Accredited self-study
In the UK we have the Open University which provides means for those later in life, in actual jobs, etc., to do distance learning and earn respectable degrees. When I was young I enjoyed watching the lectures that they would televise, early at the weekends if I recall correctly. There was a good range of courses and the material tended to be interesting and well-delivered. I thought it a great public service to have such available.
Then, things changed; the televised lectures disappeared. I assumed that they were still made and available, just only to paying students, but some recent conversation suggests that not to be the case: the teaching approach has changed more fundamentally. The Open University do collaborate with the BBC on making documentaries but that's really not the same, it's more an interesting taste than actual teaching. Of course, these days various instructional presentations can be found on YouTube and its ilk: perhaps the televised lectures of my childhood now have adequate equivalents conveniently to hand.
(An aside: I was surprised that the recently repeated
This got me to thinking. The Open University's become rather expensive these days: perhaps more due to less government support than more moneygrubbing but, either way, it has. But, surely the teaching is more expensive than the examining? Who offers accredited examination-based degrees without also wanting to provide the associated teaching, i.e., at a good price?

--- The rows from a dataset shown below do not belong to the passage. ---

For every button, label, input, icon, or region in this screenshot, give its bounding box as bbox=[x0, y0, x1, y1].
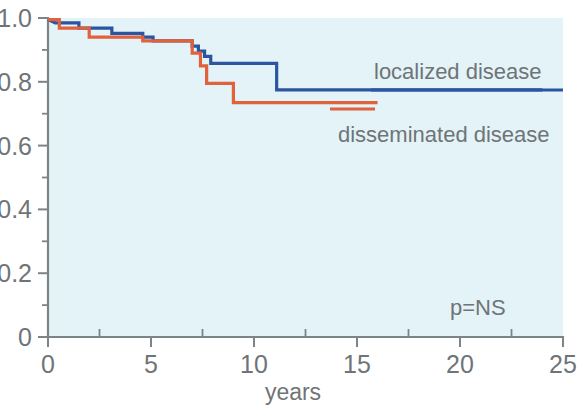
x-tick-label: 20 bbox=[446, 350, 474, 378]
x-tick-label: 25 bbox=[549, 350, 577, 378]
x-tick-label: 0 bbox=[41, 350, 55, 378]
x-tick-label: 5 bbox=[144, 350, 158, 378]
x-tick-label: 10 bbox=[240, 350, 268, 378]
x-tick-label: 15 bbox=[343, 350, 371, 378]
y-tick-label: 0.4 bbox=[0, 195, 32, 223]
y-tick-label: 0.6 bbox=[0, 132, 32, 160]
y-axis-tick-labels: 00.20.40.60.81.0 bbox=[0, 4, 32, 351]
x-axis-tick-labels: 0510152025 bbox=[41, 350, 577, 378]
chart-canvas: 00.20.40.60.81.0 0510152025 years locali… bbox=[0, 0, 586, 410]
y-tick-label: 1.0 bbox=[0, 4, 32, 32]
km-survival-chart: 00.20.40.60.81.0 0510152025 years locali… bbox=[0, 0, 586, 410]
y-tick-label: 0.2 bbox=[0, 259, 32, 287]
legend-label-localized: localized disease bbox=[374, 59, 542, 84]
legend-label-disseminated: disseminated disease bbox=[338, 122, 550, 147]
y-tick-label: 0 bbox=[18, 323, 32, 351]
y-axis-ticks bbox=[38, 18, 48, 337]
x-axis-title: years bbox=[265, 379, 321, 405]
p-value-annotation: p=NS bbox=[450, 295, 506, 320]
y-tick-label: 0.8 bbox=[0, 68, 32, 96]
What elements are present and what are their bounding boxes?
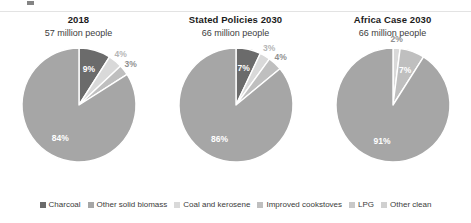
legend-swatch-icon [174,202,180,208]
legend-swatch-icon [40,202,46,208]
cropped-marker-icon [27,1,34,5]
legend-item[interactable]: Coal and kerosene [174,200,250,209]
legend-label: LPG [358,200,374,209]
panel-title: 2018 [68,14,90,26]
legend-label: Other clean [390,200,431,209]
legend-label: Improved cookstoves [266,200,342,209]
pie-svg [333,45,453,165]
panel-subtitle: 66 million people [202,27,270,39]
legend-swatch-icon [381,202,387,208]
top-divider [0,11,471,12]
legend-item[interactable]: LPG [349,200,374,209]
pie-chart-0: 9%4%3%84% [19,45,139,165]
legend-item[interactable]: Other clean [381,200,431,209]
legend-swatch-icon [257,202,263,208]
legend-label: Coal and kerosene [183,200,250,209]
legend-swatch-icon [349,202,355,208]
legend-item[interactable]: Improved cookstoves [257,200,342,209]
pie-panel-2018: 2018 57 million people 9%4%3%84% [0,14,157,165]
legend-item[interactable]: Charcoal [40,200,81,209]
chart-legend: CharcoalOther solid biomassCoal and kero… [0,200,471,209]
pie-panel-africa-case-2030: Africa Case 2030 66 million people 2%7%9… [314,14,471,165]
panel-title: Africa Case 2030 [354,14,432,26]
legend-label: Charcoal [49,200,81,209]
pie-svg [176,45,296,165]
legend-label: Other solid biomass [97,200,168,209]
panel-subtitle: 66 million people [359,27,427,39]
pie-chart-panels: 2018 57 million people 9%4%3%84% Stated … [0,14,471,194]
legend-swatch-icon [88,202,94,208]
pie-panel-stated-policies-2030: Stated Policies 2030 66 million people 7… [157,14,314,165]
pie-svg [19,45,139,165]
pie-slice[interactable] [336,48,450,162]
pie-chart-1: 7%3%4%86% [176,45,296,165]
legend-item[interactable]: Other solid biomass [88,200,168,209]
panel-title: Stated Policies 2030 [189,14,282,26]
pie-chart-2: 2%7%91% [333,45,453,165]
panel-subtitle: 57 million people [45,27,113,39]
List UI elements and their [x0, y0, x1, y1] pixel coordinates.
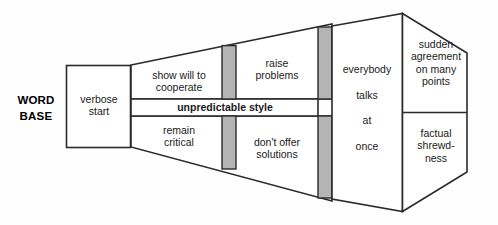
funnel-diagram: WORD BASE verbose start show will to coo… — [0, 0, 498, 225]
divider-bar-2-upper — [318, 27, 332, 99]
divider-bar-1-lower — [222, 116, 236, 169]
divider-bar-2-lower — [318, 116, 332, 198]
divider-bar-1-upper — [222, 46, 236, 99]
unpredictable-style-band — [131, 99, 318, 116]
everybody-talks-column — [332, 14, 403, 212]
diagram-canvas — [0, 0, 498, 225]
verbose-start-box — [67, 66, 131, 148]
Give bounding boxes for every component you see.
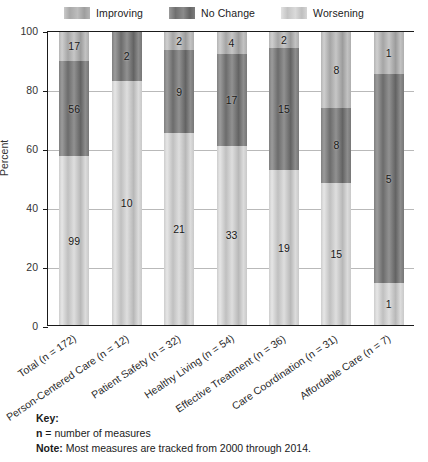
segment-no-change[interactable]: 8 — [321, 108, 351, 184]
key-note-text: Most measures are tracked from 2000 thro… — [63, 442, 311, 454]
bar-column[interactable]: 210 — [112, 32, 142, 325]
y-axis-tick — [43, 327, 48, 328]
y-axis-tick-label: 20 — [4, 261, 38, 273]
legend-swatch-no-change-icon — [169, 7, 195, 19]
y-axis-tick-label: 100 — [4, 25, 38, 37]
segment-worsening[interactable]: 19 — [269, 170, 299, 325]
key-title: Key: — [36, 412, 59, 424]
x-axis-category-label: Patient Safety (n = 32) — [89, 332, 183, 401]
segment-value-label: 21 — [173, 223, 185, 235]
x-axis-category-label: Effective Treatment (n = 36) — [173, 332, 287, 414]
segment-worsening[interactable]: 10 — [112, 81, 142, 325]
segment-value-label: 8 — [333, 64, 339, 76]
y-axis-tick-label: 80 — [4, 84, 38, 96]
segment-no-change[interactable]: 15 — [269, 48, 299, 170]
bar-column[interactable]: 2921 — [164, 32, 194, 325]
bar-column[interactable]: 175699 — [59, 32, 89, 325]
legend-label-improving: Improving — [96, 7, 143, 19]
bar-column[interactable]: 41733 — [217, 32, 247, 325]
segment-value-label: 5 — [386, 173, 392, 185]
key-note-label: Note: — [36, 442, 63, 454]
x-axis-category-label: Affordable Care (n = 7) — [297, 332, 392, 402]
segment-value-label: 17 — [226, 94, 238, 106]
segment-value-label: 1 — [386, 47, 392, 59]
segment-improving[interactable]: 2 — [269, 32, 299, 48]
key-note-block: Key: n = number of measures Note: Most m… — [36, 411, 406, 456]
legend-label-worsening: Worsening — [313, 7, 364, 19]
segment-worsening[interactable]: 33 — [217, 146, 247, 325]
segment-worsening[interactable]: 1 — [374, 283, 404, 325]
y-axis-tick-label: 0 — [4, 320, 38, 332]
segment-value-label: 2 — [176, 35, 182, 47]
segment-no-change[interactable]: 56 — [59, 61, 89, 156]
segment-improving[interactable]: 1 — [374, 32, 404, 74]
bar-column[interactable]: 8815 — [321, 32, 351, 325]
key-n-definition: = number of measures — [42, 427, 150, 439]
legend-swatch-improving-icon — [64, 7, 90, 19]
y-axis-tick-label: 60 — [4, 143, 38, 155]
segment-value-label: 9 — [176, 86, 182, 98]
segment-worsening[interactable]: 21 — [164, 133, 194, 325]
segment-value-label: 2 — [124, 50, 130, 62]
segment-improving[interactable]: 4 — [217, 32, 247, 54]
x-axis-category-label: Person-Centered Care (n = 12) — [3, 332, 130, 423]
key-n-row: n = number of measures — [36, 426, 406, 441]
segment-value-label: 10 — [121, 197, 133, 209]
y-axis-tick-label: 40 — [4, 202, 38, 214]
segment-value-label: 8 — [333, 139, 339, 151]
segment-worsening[interactable]: 15 — [321, 183, 351, 325]
x-axis-category-label: Total (n = 172) — [16, 332, 79, 380]
segment-value-label: 1 — [386, 298, 392, 310]
segment-value-label: 17 — [68, 40, 80, 52]
segment-value-label: 99 — [68, 235, 80, 247]
key-note-row: Note: Most measures are tracked from 200… — [36, 441, 406, 456]
segment-no-change[interactable]: 5 — [374, 74, 404, 283]
segment-value-label: 4 — [229, 37, 235, 49]
segment-improving[interactable]: 2 — [164, 32, 194, 50]
plot-area: 175699210292141733215198815151 — [47, 31, 414, 326]
segment-no-change[interactable]: 17 — [217, 54, 247, 146]
segment-improving[interactable]: 8 — [321, 32, 351, 108]
legend-item-worsening: Worsening — [281, 7, 364, 19]
bar-column[interactable]: 21519 — [269, 32, 299, 325]
legend-label-no-change: No Change — [201, 7, 255, 19]
segment-value-label: 2 — [281, 34, 287, 46]
bars-layer: 175699210292141733215198815151 — [48, 32, 414, 325]
chart-legend: Improving No Change Worsening — [0, 4, 428, 22]
segment-value-label: 56 — [68, 103, 80, 115]
segment-value-label: 15 — [331, 248, 343, 260]
stacked-bar-chart: Improving No Change Worsening Percent 17… — [0, 0, 428, 462]
segment-value-label: 15 — [278, 103, 290, 115]
legend-item-improving: Improving — [64, 7, 143, 19]
segment-value-label: 19 — [278, 242, 290, 254]
key-title-row: Key: — [36, 411, 406, 426]
legend-item-no-change: No Change — [169, 7, 255, 19]
segment-value-label: 33 — [226, 229, 238, 241]
segment-no-change[interactable]: 2 — [112, 32, 142, 81]
segment-improving[interactable]: 17 — [59, 32, 89, 61]
segment-worsening[interactable]: 99 — [59, 156, 89, 325]
bar-column[interactable]: 151 — [374, 32, 404, 325]
legend-swatch-worsening-icon — [281, 7, 307, 19]
segment-no-change[interactable]: 9 — [164, 50, 194, 132]
x-axis-category-label: Healthy Living (n = 54) — [141, 332, 235, 401]
x-axis-category-label: Care Coordination (n = 31) — [230, 332, 340, 412]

I don't know the answer. In investigating, I did discover the University of London International Programmes who, for instance, offer a distance-learning Graduate Diploma in Mathematics for £1,556, which would probably do me good. That includes study materials of some kind at least. I wonder who the alternatives are.
Then, things changed; the televised lectures disappeared. I assumed that they were still made and available, just only to paying students, but some recent conversation suggests that not to be the case: the teaching approach has changed more fundamentally. The Open University do collaborate with the BBC on making documentaries but that's really not the same, it's more an interesting taste than actual teaching. Of course, these days various instructional presentations can be found on YouTube and its ilk: perhaps the televised lectures of my childhood now have adequate equivalents conveniently to hand.
(An aside: I was surprised that the recently repeated
Order and Disorder(2012) got so far toward articulating some relationship between thermodynamic entropy and Shannon entropy but then stopped short.)
This got me to thinking. The Open University's become rather expensive these days: perhaps more due to less government support than more moneygrubbing but, either way, it has. But, surely the teaching is more expensive than the examining? Who offers accredited examination-based degrees without also wanting to provide the associated teaching, i.e., at a good price?
I don't know the answer. In investigating, I did discover the University of London International Programmes who, for instance, offer a distance-learning Graduate Diploma in Mathematics for £1,556, which would probably do me good. That includes study materials of some kind at least. I wonder who the alternatives are.